Biogen MA Inc. v. Sandoz B.V., Neuraxpharm Pharmaceuticals S.L (Lesvi) and Mylan Ireland Limited et al. (joined cases), District Court the Hague, 22 January 2025, Case no. ECLI:NL:RBDHA:2025:496

The Dutch part of Biogen’s patent EP 2 653 873 covering a dosage of 480 mg DMF (dimethylfumarate, Tecfidera®) for the treatment of MS, was revoked last week by the District Court The Hague and Biogen’s infringement claims against three generic companies Mylan (Viatris), Polpharma/Sandoz and Neuraxpharm (Lesvi) were fully rejected.

Inventive step

“With the Generics, the court rules that, starting from Kappos I and Kappos II, the person skilled in the art who, through those presentations and on the basis of general common knowledge, knows that the efficacy (and therefore effectiveness) of DMF is dosage-dependent and that lower doses are also effective for the treatment of psoriasis, would have the reasonable expectation of success that this problem can be solved in an obvious way by testing lower doses of DMF. Contrary to what Biogen argues, the average skilled person would then also perform those tests. In this way, the average skilled person would find, by routinely performing tests – and therefore without inventive effort – that a dosage of 480 mg per day has a therapeutic effect.”

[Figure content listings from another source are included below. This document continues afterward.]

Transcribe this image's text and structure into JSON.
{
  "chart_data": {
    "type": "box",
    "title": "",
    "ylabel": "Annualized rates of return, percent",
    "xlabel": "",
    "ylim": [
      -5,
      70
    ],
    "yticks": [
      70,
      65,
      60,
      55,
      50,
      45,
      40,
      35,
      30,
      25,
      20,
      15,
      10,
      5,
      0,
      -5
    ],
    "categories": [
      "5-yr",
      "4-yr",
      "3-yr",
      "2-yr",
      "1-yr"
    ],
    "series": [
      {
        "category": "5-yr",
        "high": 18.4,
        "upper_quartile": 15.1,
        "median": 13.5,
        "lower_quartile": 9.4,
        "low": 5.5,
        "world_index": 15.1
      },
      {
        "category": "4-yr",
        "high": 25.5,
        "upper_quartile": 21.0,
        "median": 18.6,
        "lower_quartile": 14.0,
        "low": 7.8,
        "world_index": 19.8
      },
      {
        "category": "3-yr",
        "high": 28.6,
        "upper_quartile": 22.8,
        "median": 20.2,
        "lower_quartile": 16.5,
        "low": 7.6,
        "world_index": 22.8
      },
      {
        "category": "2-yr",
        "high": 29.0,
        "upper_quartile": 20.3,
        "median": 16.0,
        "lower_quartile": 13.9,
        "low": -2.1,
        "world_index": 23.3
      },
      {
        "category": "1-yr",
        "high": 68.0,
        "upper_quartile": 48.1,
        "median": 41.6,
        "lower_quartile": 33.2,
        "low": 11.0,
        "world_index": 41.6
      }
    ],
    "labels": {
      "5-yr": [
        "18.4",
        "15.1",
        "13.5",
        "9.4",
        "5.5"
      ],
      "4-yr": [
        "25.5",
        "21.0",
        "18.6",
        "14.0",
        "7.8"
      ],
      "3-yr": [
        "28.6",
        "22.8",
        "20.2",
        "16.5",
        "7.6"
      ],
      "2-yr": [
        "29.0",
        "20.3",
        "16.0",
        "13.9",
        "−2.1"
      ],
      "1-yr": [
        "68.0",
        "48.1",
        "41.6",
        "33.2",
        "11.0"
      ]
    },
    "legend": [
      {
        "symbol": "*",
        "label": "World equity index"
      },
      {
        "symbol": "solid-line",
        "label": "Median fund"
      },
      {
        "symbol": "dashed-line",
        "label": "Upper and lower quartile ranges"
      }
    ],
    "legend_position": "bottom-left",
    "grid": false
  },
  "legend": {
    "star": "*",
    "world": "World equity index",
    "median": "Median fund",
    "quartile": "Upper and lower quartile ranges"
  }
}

Claim 1 of ‘873 according to the court therefore was obvious.

Sufficiency of disclosure

The court continues that even if EP ‘873 was to be found inventive, it would lack sufficiency of disclosure and would also be invalid on that ground.

“The court acknowledges that it remains to be seen whether […] paragraph 77 of G 2/21 entails that for a second medical use claim to be sufficiently disclosed, there must always be (some) positive evidence in the application that the effect occurs or whether it is sufficient that there must be no doubt about that effect. The court can leave this question aside because it is of the opinion that the average skilled person, based on what they according to Biogen learn from Kappos I and II, would have doubts about whether DMF (or MMF) at a dosage of 480 mg per day would be effective in the treatment of (RR)MS, for which the following is justificatory.

“Although the application/patent specification describes the Nrf2 activation by and the neuroprotective effect of DMF, which the skilled person would associate with the treatment of (RR)MS, this does not yet say anything about the efficacy of the claimed dosage of DMF (or MMF). According to Biogen, the average skilled person is also familiar with the results of Kappos I and Kappos II. In the context of its argument on inventive step, which should therefore be followed in this reasoning, Biogen argues that Kappos I and II teach that a dosage of 720 mg per day is effective, whereas 360 mg per day is not, and even that “there is no indication whatsoever that a dose lower than 720 mg per day is effective” (see para. 151 of the combined Statement of Defence in the Counterclaim). Based on Biogen’s own assertions, the skilled person would therefore have at least doubts as to whether 480 mg per day would be effective, let alone as effective as 720 mg per day. This applies all the more since 480 mg per day is significantly closer to the allegedly ineffective 360 mg per day than to 720 mg per day.

“Furthermore it is of importance that, in order to make it “credible” that (720 mg per day or) 480 mg per day of DMF is effective in the treatment of (RR)MS, Biogen must take (and has taken) the position that Kappos I and II constitute common general knowledge. Without any experimental data in the patent specification/application, such efficacy would otherwise not be established at all. Biogen has insufficiently substantiated this claim. Nor has it otherwise been proven, not least because this does not involve common general knowledge from a textbook, and Biogen itself argues (in the context of inventive step) that these presentations are ephemeral in nature. Moreover, if Kappos I and II were nevertheless to constitute common general knowledge, then (claim 1 of) the patent would all the more lack inventive step.”

The judgment (in Dutch) can be read here.